Hope this is descriptive and helpfull enough to answer my question.
回答1:
What you are trying to do is supported in .NET 4.0 but not 3.5. It's called generic covariance. What you can do instead in the meantime is create a non-generic interface called ITableDataAccessLayer (using type Object wherever you'd use T) and provide explicit interface implementation. This is how many generic types in .NET handle it.
回答2:
Indeed, you want covariance. Couple points.
First, understand why sometimes this has to be illegal. Take IList for example. Suppose you have an IList<Giraffe>, a list of giraffes. Can you convert that to a list of animals? No, not safely. Yes, a list of giraffes is a list of animals in the sense that everything in the list is an animal. But lists are mutable; you can stick a tiger into a list of animals, but if it is really a list of giraffes then this has to fail. Since that is not safe, we will not be making IList covariant in C# 4.

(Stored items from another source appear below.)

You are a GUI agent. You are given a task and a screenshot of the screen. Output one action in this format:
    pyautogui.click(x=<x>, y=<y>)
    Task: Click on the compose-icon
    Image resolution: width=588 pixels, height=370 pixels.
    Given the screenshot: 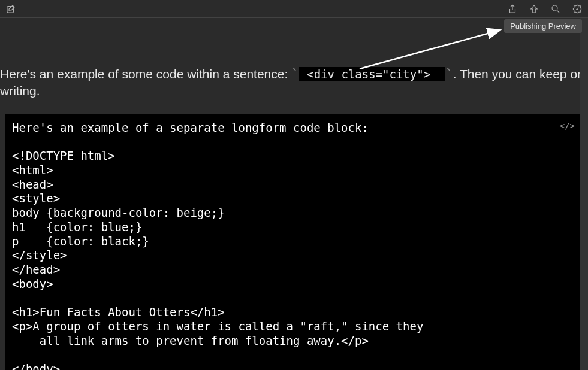 What is the action you would take?
    pyautogui.click(x=11, y=9)
     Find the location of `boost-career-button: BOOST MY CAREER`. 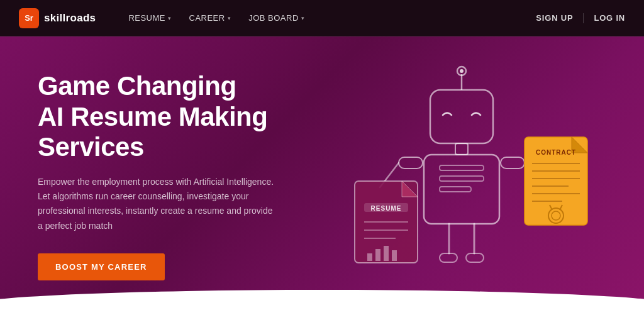

boost-career-button: BOOST MY CAREER is located at coordinates (101, 267).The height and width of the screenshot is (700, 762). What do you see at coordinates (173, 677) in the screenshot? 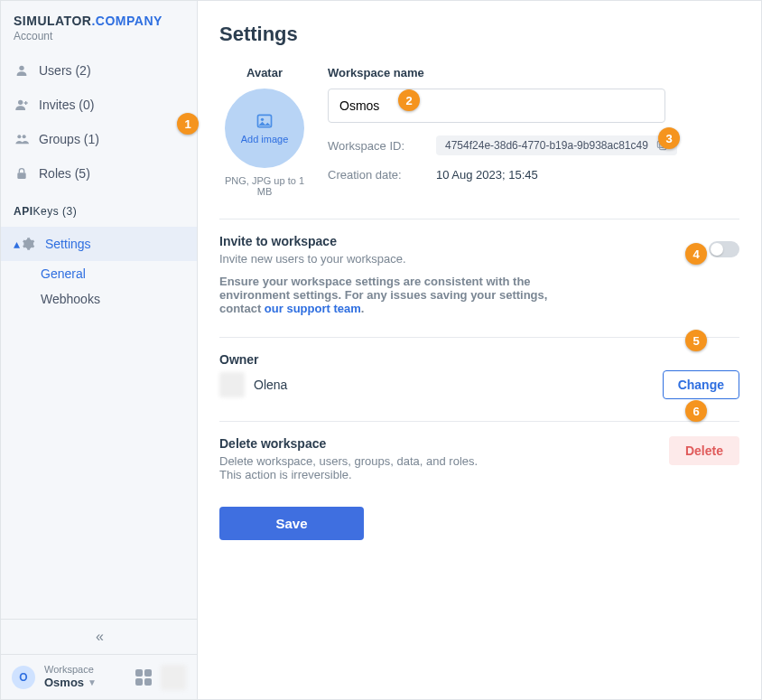
I see `user-avatar-thumb` at bounding box center [173, 677].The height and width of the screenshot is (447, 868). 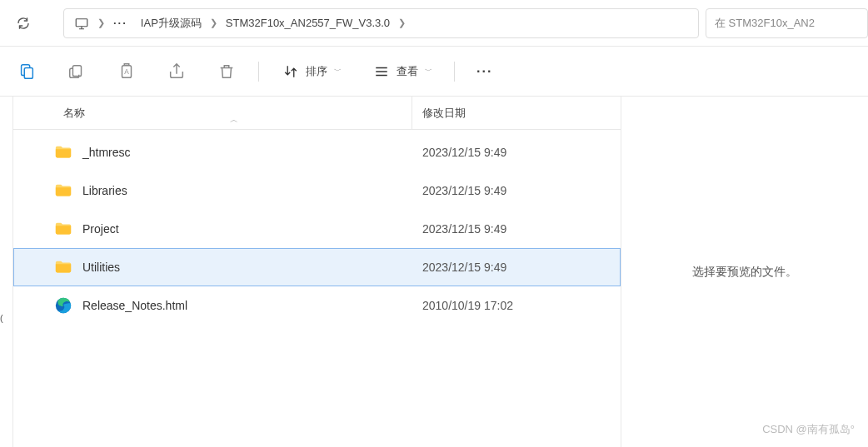 What do you see at coordinates (27, 72) in the screenshot?
I see `cut-button` at bounding box center [27, 72]. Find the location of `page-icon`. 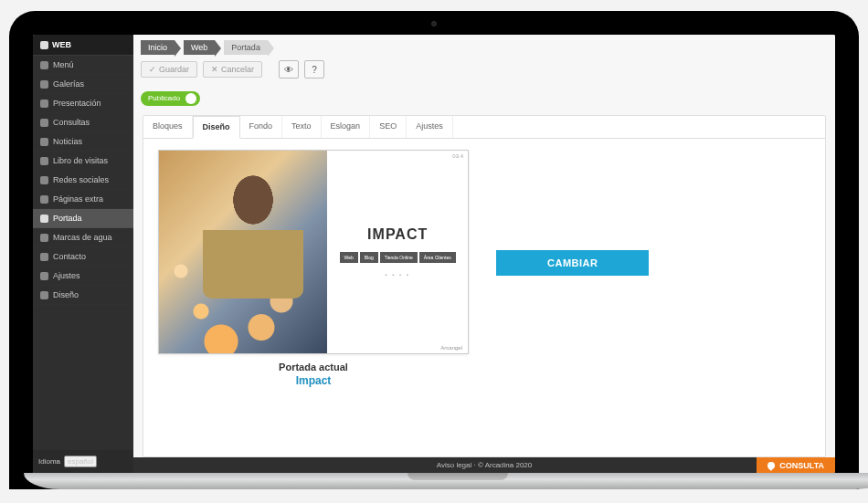

page-icon is located at coordinates (44, 199).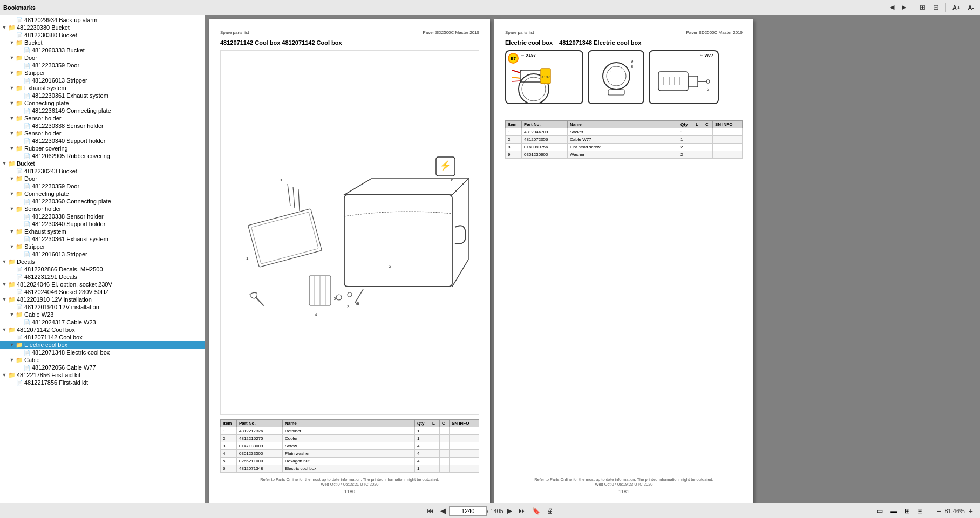 The width and height of the screenshot is (980, 518). Describe the element at coordinates (443, 510) in the screenshot. I see `prev-page-button: ◀` at that location.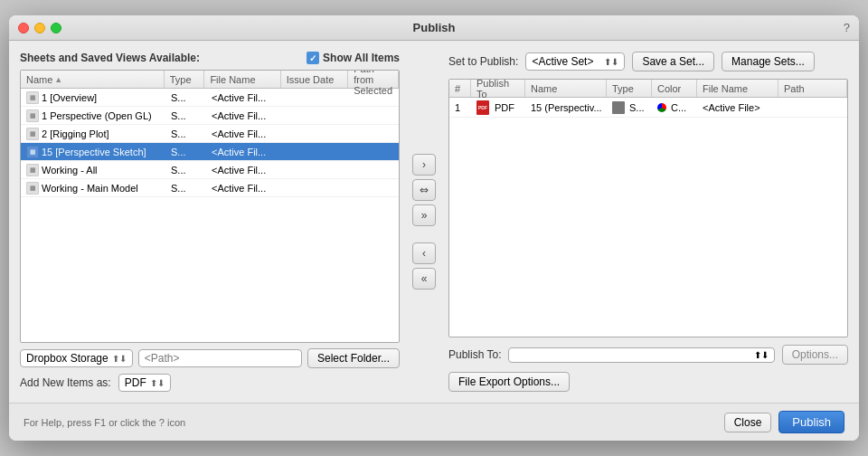 Image resolution: width=868 pixels, height=456 pixels. Describe the element at coordinates (210, 342) in the screenshot. I see `horizontal-scrollbar` at that location.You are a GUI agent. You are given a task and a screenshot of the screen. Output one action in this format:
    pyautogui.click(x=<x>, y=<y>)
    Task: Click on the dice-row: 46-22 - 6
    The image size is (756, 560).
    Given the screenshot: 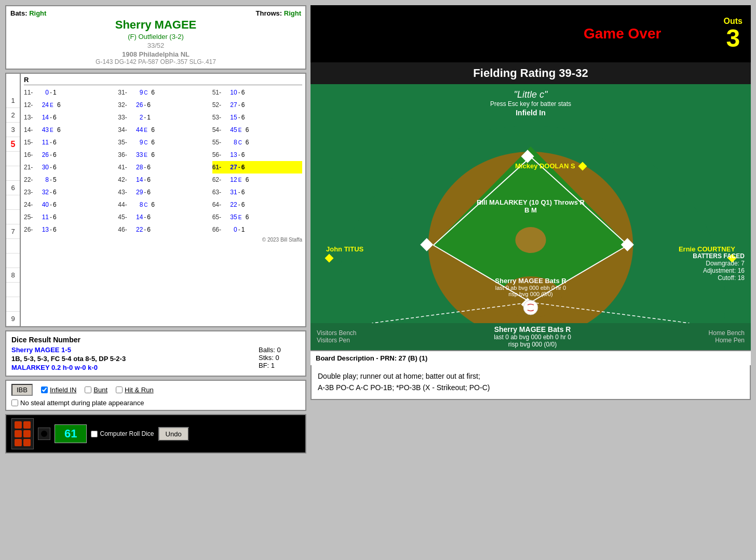 What is the action you would take?
    pyautogui.click(x=163, y=230)
    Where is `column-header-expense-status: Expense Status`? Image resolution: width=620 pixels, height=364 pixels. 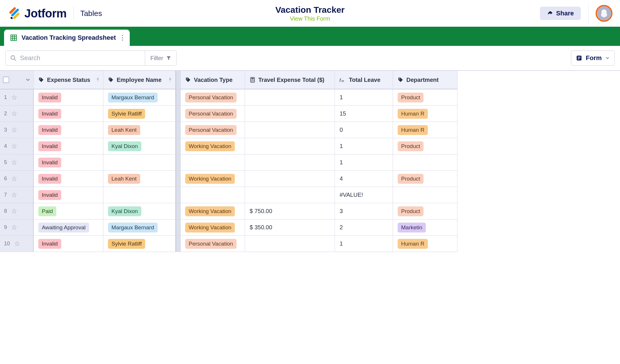 column-header-expense-status: Expense Status is located at coordinates (69, 80). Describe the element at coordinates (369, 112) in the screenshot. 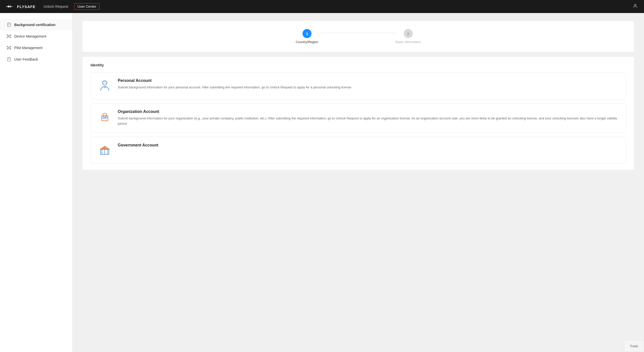

I see `organization-account-title: Organization Account` at that location.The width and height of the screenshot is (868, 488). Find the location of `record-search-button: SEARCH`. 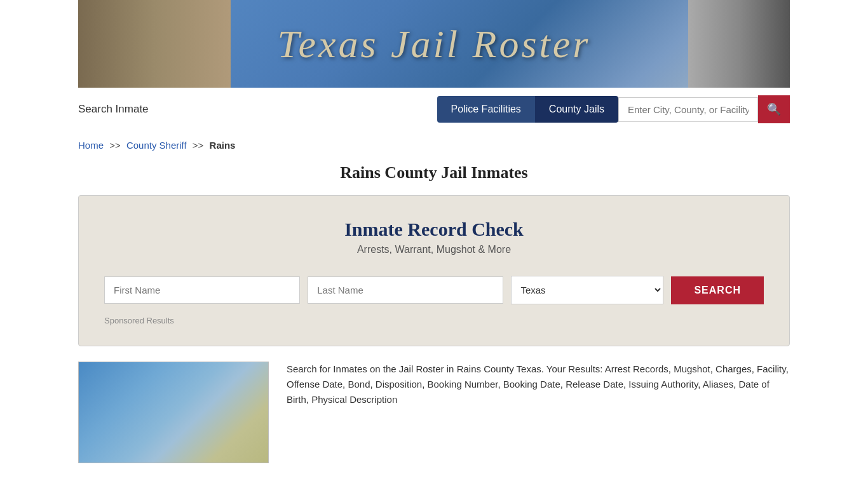

record-search-button: SEARCH is located at coordinates (717, 290).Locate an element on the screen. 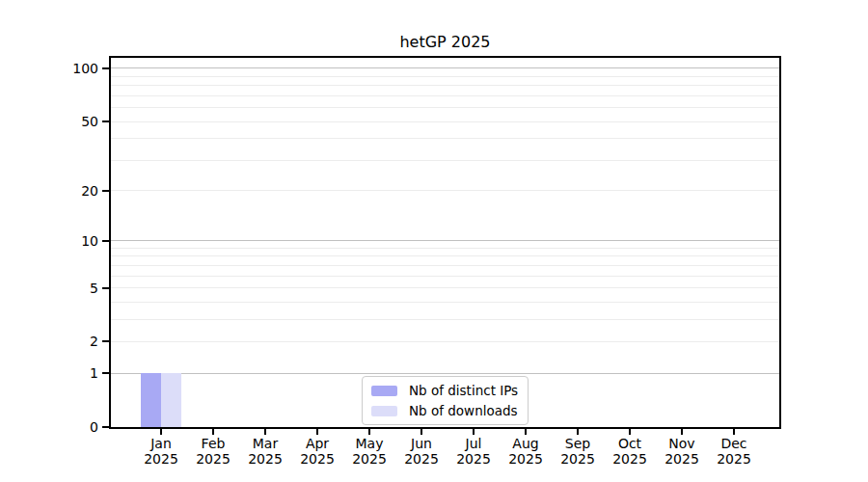 The height and width of the screenshot is (482, 868). legend-entry-distinct-ips: Nb of distinct IPs is located at coordinates (445, 390).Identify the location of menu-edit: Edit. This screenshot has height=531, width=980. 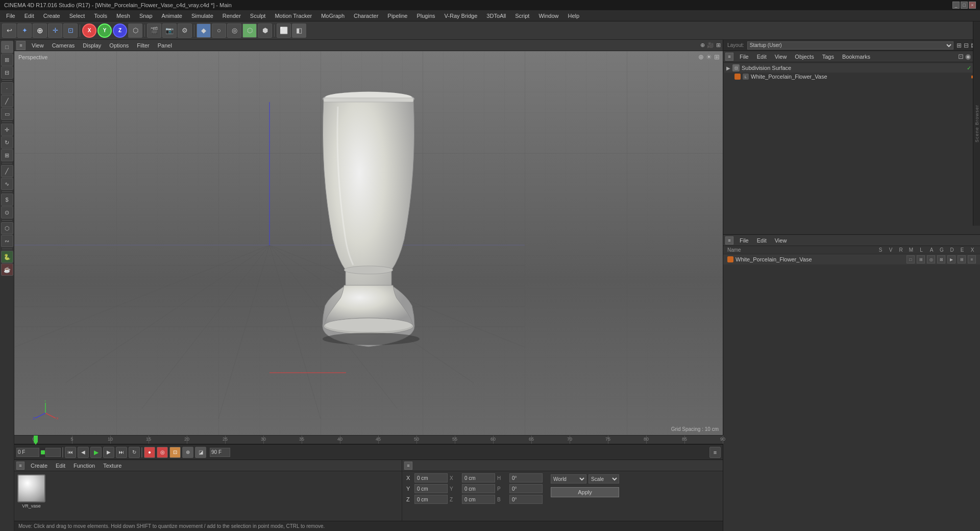
(30, 16). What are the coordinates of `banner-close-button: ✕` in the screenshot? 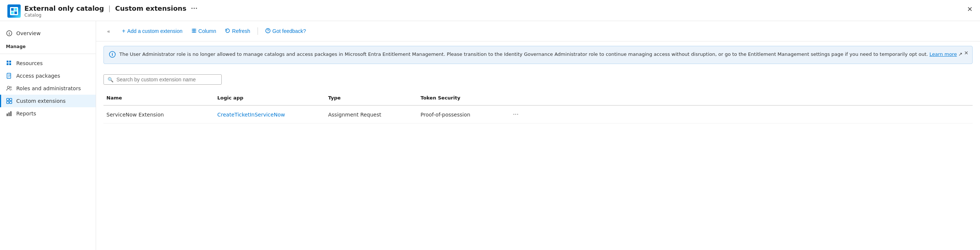 It's located at (966, 53).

Second, if this topic interests you, you might want to read my long series of blog articles on how the feature is designed to maintain type safety.
http://blogs.msdn.com/ericlippert/archive/tags/Covariance+and+Contravariance/default.aspx
Third, FYI I will be posting the exact rules we use to compute when an interface can be safely covariant or contravariant on my blog in the next couple of weeks.
回答3:
does this compile?
UserDataAccessLayer udal = new UserDataAccessLayer();
ITableDataAccessLayer<TTableRecord> itdal = (ITableDataAccessLayer<TTableRecord>)udal;
or even just
ITableDataAccessLayer<TTableRecord> itdal = new UserDataAccessLayer();
as it is a generic interface, it probably needs to know what type it is?
it would be helpful to know the error message too. that usually sheds light on the subject.